AI

Windows 11's New AI Is a Chance to Fix One of Microsoft's Biggest Flops

First, chatbots came for Bing, then Microsoft Office, and now Windows itself.

The Surface Pro 9.
Photograph by Ian Carlos Campbell

Microsoft is taking another big step in its push to make artificial intelligence central to every piece of software it offers. We saw it reinvent Bing with an AI chatbot interface powered by OpenAI, and now, at Build 2023, it's expanding a version of those capabilities to the Windows operating system itself with Windows Copilot.

What Microsoft is offering now may be reminiscent of the chat interface it brought to Bing and the Edge browser earlier this year, but it has the potential to upend the main way people use their computers, from the search box that lives in the Windows taskbar to basically all of your apps.

Windows Copilot

The Windows Copilot looks like the Bing chat experience, but it can do a lot more.

Microsoft

To understand Windows Copilot, you have to understand Microsoft 365 Copilot and wade through a lot of enterprise-y branding and terminology. In March 2023, Microsoft introduced its concept of an AI copilot across its suite of enterprise apps like Word, Excel, and Outlook. Besides offering the natural language interface of the new Bing and the ability to generate and summarize text, Microsoft 365 Copilot is connected to all other Microsoft apps and the Microsoft Graph (the platform that lets developers connect to Microsoft’s suite). That means, for example, you could have Copilot pull up a file you had saved in OneDrive for reference in a new Word document just by asking — a really easy way of saving you a lot of time (or having to remember what folder you stashed something in.)

For Windows Copilot, Microsoft seems to be carrying over some of that basic functionality and hooking up Copilot to the operating system and hardware of your PC. That gives Copilot control over software features like focus timers, dark mode, and window snapping, and similarly deep connections to other Microsoft apps like Teams.
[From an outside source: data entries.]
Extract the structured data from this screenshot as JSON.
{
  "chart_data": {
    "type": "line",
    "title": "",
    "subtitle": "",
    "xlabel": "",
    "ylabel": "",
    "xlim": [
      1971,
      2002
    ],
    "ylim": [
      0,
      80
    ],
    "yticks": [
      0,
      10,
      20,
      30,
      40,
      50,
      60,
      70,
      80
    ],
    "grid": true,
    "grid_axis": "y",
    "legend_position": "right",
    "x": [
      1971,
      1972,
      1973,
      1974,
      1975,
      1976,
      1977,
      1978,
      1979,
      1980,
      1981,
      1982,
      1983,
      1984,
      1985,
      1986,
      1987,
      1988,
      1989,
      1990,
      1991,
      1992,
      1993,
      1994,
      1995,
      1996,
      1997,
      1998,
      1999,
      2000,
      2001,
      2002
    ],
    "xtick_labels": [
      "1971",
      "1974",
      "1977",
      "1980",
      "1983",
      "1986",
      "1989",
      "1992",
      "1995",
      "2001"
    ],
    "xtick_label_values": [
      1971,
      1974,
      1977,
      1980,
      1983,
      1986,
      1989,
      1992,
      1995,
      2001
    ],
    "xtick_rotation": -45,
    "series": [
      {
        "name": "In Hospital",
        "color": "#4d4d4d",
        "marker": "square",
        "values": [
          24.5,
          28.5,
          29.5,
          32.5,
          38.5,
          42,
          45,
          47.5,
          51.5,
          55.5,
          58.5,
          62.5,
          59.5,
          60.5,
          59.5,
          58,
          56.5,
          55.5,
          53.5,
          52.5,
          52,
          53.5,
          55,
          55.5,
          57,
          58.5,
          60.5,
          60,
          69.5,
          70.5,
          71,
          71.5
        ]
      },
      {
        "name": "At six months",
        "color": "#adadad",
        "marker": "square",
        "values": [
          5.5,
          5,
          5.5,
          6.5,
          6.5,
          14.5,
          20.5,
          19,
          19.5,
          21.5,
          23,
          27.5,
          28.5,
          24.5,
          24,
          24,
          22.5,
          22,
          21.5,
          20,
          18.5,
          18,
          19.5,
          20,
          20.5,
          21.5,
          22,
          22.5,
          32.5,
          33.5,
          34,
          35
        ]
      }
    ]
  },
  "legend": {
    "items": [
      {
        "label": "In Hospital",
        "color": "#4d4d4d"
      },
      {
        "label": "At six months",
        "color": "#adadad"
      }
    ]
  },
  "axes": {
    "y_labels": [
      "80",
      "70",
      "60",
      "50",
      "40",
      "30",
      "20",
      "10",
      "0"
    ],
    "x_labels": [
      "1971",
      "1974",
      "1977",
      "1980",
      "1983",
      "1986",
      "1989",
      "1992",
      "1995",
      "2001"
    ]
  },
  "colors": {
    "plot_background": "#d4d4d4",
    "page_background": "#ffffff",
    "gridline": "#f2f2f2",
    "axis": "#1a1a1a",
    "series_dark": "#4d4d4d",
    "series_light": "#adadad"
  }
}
It can, of course, summarize and create text just and answer basic questions too.

It's a lot like what Microsoft imagined Cortana could be used for, including a dedicated software button for pulling up the chat interface, but with the flexibility and willingness to answer basically any request that the new Bing has demonstrated.

Edge & Plugins

Of course, Windows isn’t the only one getting a Copilot. Edge, which previously had the new Bing chat interface slathered all over it, will now also get access to Microsoft 365 Copilot, with all of the work-related capabilities that implies. This makes a lot of sense for Microsoft, considering Edge, like Bing, is available in other places than just Windows machines. If your work computer is decked out with Microsoft 365, accessing work files from a Mac at home would require going to a separate website or app and logging in, but Copilot in Edge could dramatically simplify all of that by making it a request away.
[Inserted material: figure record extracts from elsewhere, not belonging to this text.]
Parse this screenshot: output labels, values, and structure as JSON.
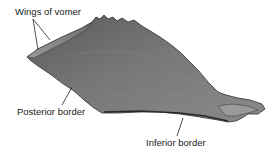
{
  "figure": {
    "colors": {
      "bone_fill": "#6e6e6e",
      "bone_light": "#8f8f8f",
      "bone_dark": "#3a3a3a",
      "leader_line": "#222222",
      "label_text": "#1a1a1a",
      "background": "#ffffff"
    }
  },
  "labels": {
    "wings": "Wings of vomer",
    "posterior": "Posterior border",
    "inferior": "Inferior border"
  }
}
Adding to the abilities of all versions of the Copilot and the Bing chatbot itself is a new system for developing plugins that will work across AI interfaces. ChatGPT — which uses the same large language model as Bing and Copilot — already supports plugins to connect the chat interface to outside apps and services. You could ask ChatGPT to order groceries for you over Instacart, for example. Microsoft is adopting OpenAI’s plugin standard to make plugins interoperable across Bing, Copilot, and ChatGPT. We’ve seen glimpses of this idea with its implementation of OpenTable and WolframAlpha plug-ins in Bing, but Microsoft is promising thousands of plugins when the new development framework launches.

The Copilot Theory

Microsoft’s chief technology officer Kevin Scott defines a copilot AI as “an application that uses modern AI, has a conversational interface, and helps you with cognitive tasks.” It’s a simple and broad definition that could include a lot of the generative AI products and experience you’re currently able to access today, but implemented in the way Microsoft is trying in Windows 11, possibly a fundamental change to how you use your computer.

Starting with a chat interface or even spending a third of your time interacting with it is a major shift to the window, information, and attention management that makes up a lot of the time we spend using our computers. Freeing people up to do more of their work, whether that’s by setting up their workspace optimally with a command, sending out emails at will so they can focus on something else, or just finding the right Spotify playlist, could make the average person’s day noticeably easier.

Forgive me for making the comparison again, but it’s very similar to the fantasy of the voice assistant that never quite materialized with Siri, Cortana, Google Assistant, or even Alexa. All are capable in their ways, some more so than others, but frequently return the two things people don’t want to hear. A wrong response or no response at all. Say what you will about the accuracy of generative AI chatbots, but they almost always have some kind of answer. Whether working side-by-side with their computer and conducting an orchestra of applications is the future of computing is maybe something for Windows 12 to answer, but Microsoft is certainly setting things on an interesting path with these updates to Windows 11.

Microsoft will begin publicly testing Windows Copilot in June. The company didn’t announce a specific rollout plan for Microsoft 365 Copilot in Edge or its new AI plugins.